[[ Dataset excerpts open ]]
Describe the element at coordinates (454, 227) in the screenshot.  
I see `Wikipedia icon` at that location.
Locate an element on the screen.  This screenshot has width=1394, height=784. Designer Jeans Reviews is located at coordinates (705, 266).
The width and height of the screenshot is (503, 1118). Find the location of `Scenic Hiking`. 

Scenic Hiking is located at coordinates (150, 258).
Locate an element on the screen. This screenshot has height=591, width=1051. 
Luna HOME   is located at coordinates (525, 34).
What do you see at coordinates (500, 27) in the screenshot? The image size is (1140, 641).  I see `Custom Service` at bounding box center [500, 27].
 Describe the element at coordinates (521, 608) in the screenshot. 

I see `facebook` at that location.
[[ Dataset excerpts closed ]]
[[ Dataset excerpts open ]]
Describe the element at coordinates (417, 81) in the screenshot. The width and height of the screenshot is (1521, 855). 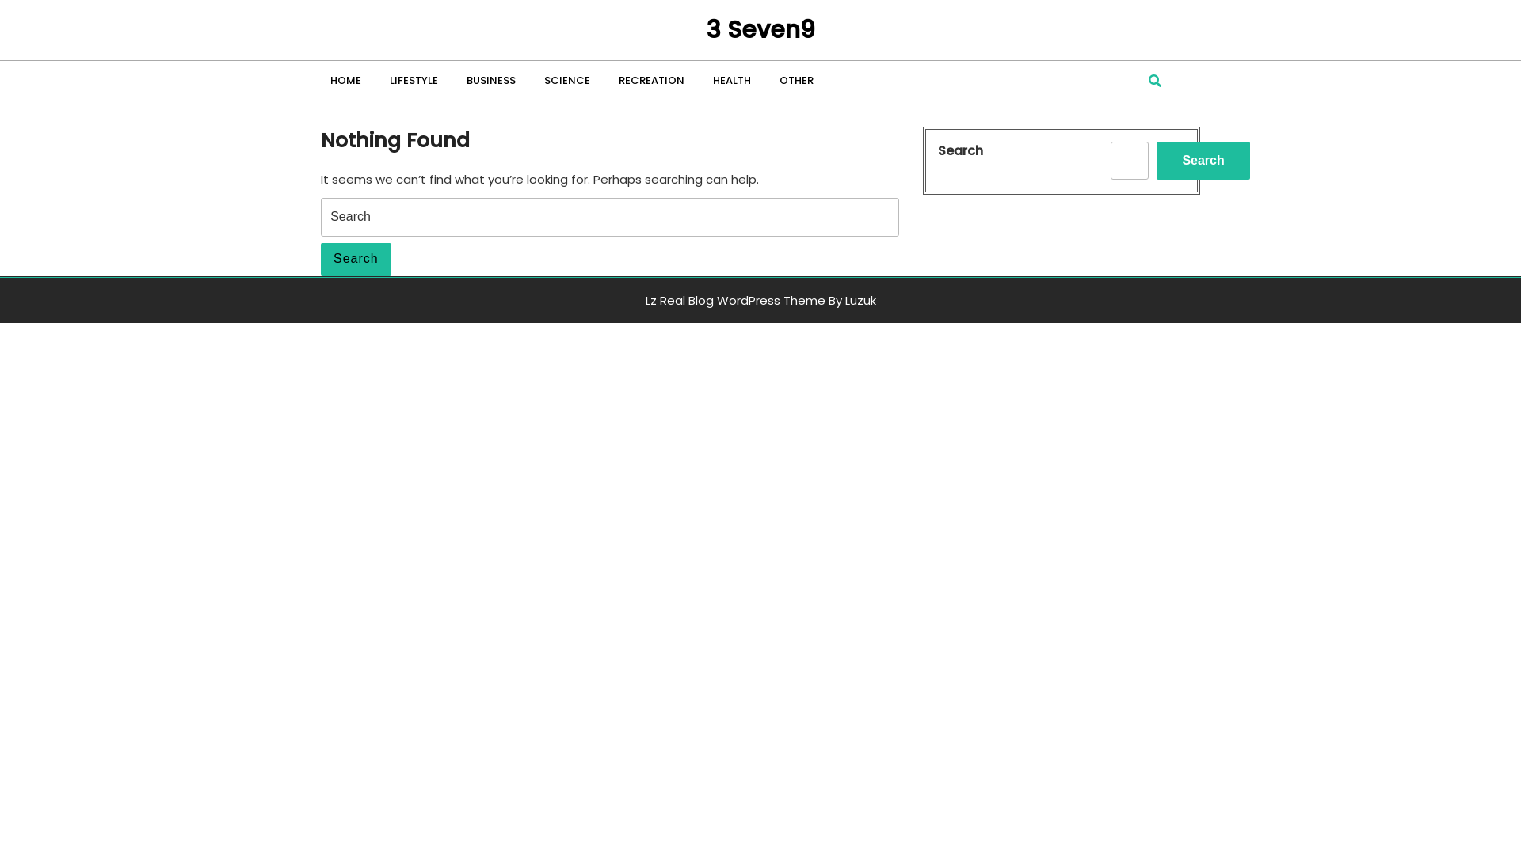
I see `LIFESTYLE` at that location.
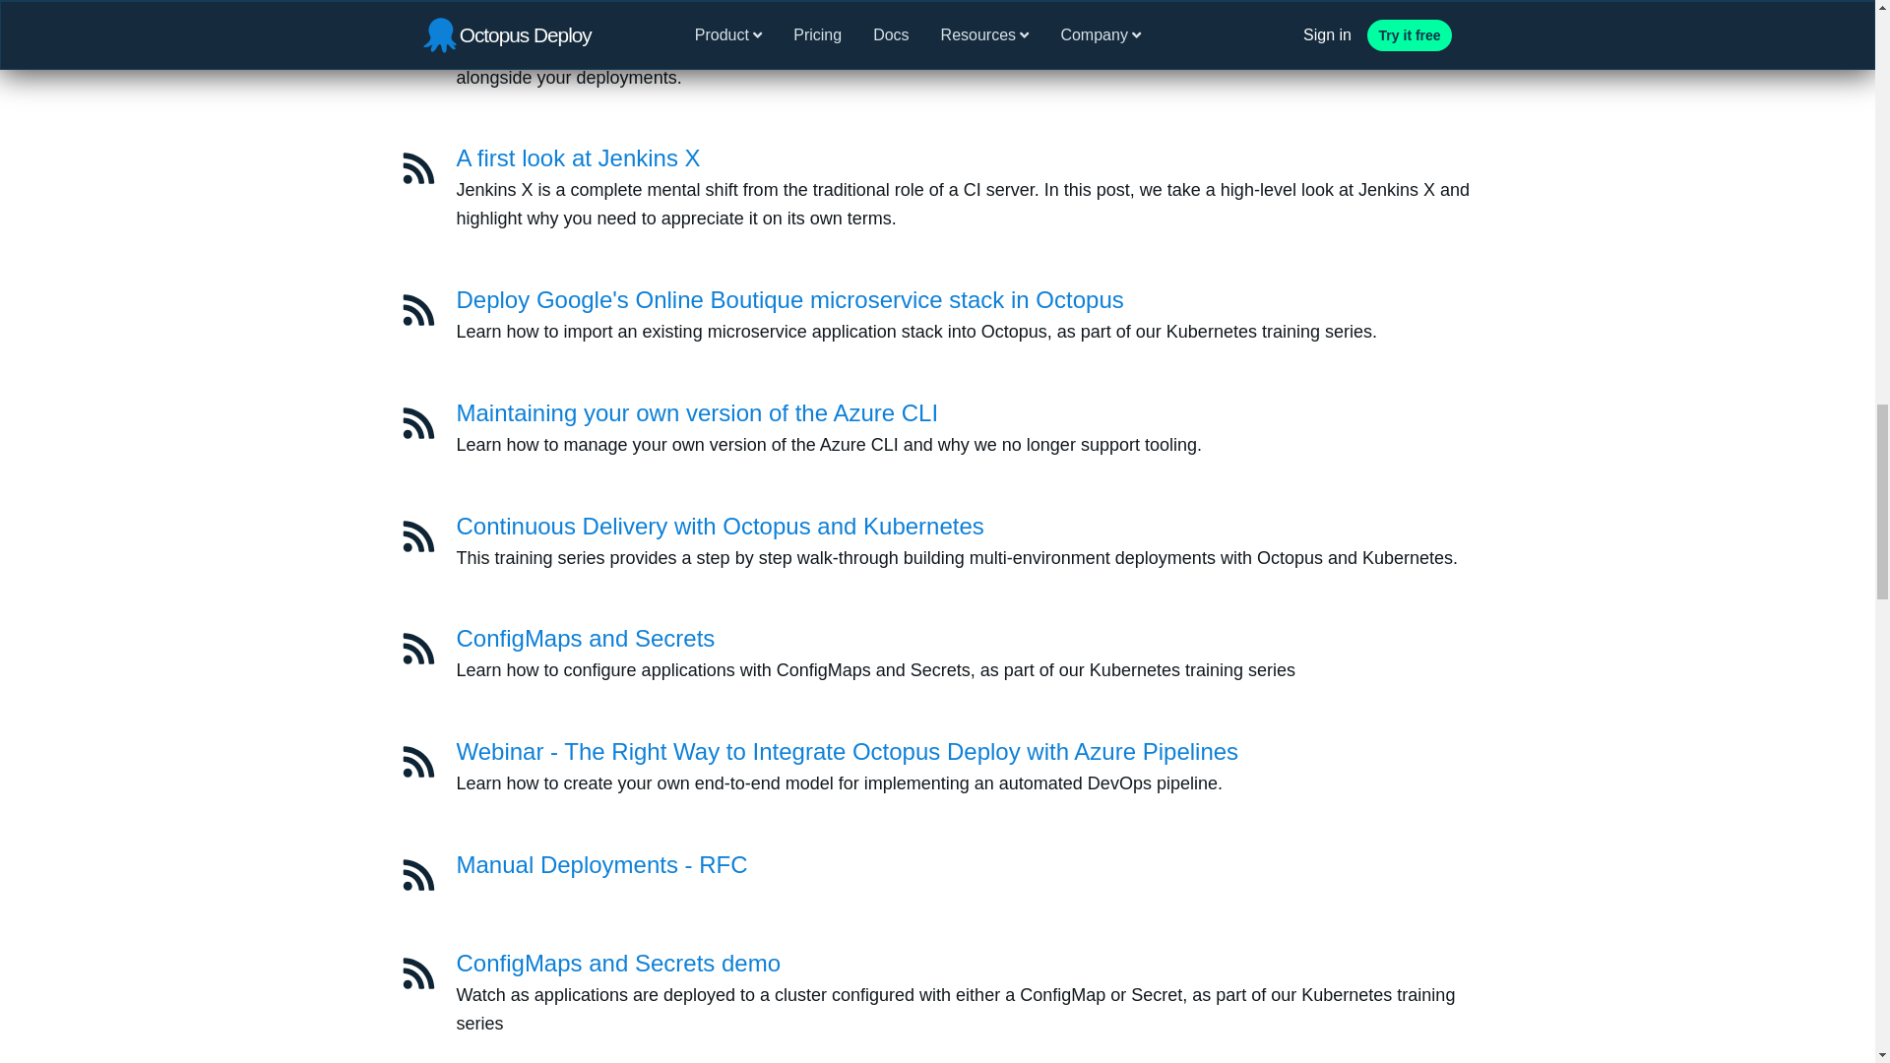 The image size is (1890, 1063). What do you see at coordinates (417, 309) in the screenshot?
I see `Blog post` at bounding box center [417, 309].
[[ Dataset excerpts closed ]]
Taking the line with "The width and height of the screenshot is (503, 1118)." as the first and the line with "What do you see at coordinates (500, 27)" as the last, retype that stretch of the data above exactly, with no other lines.

### Result of the task
The width and height of the screenshot is (503, 1118). Find the location of `Scenic Hiking`. 

Scenic Hiking is located at coordinates (150, 258).
Locate an element on the screen. This screenshot has height=591, width=1051. 
Luna HOME   is located at coordinates (525, 34).
What do you see at coordinates (500, 27) in the screenshot? The image size is (1140, 641).  I see `Custom Service` at bounding box center [500, 27].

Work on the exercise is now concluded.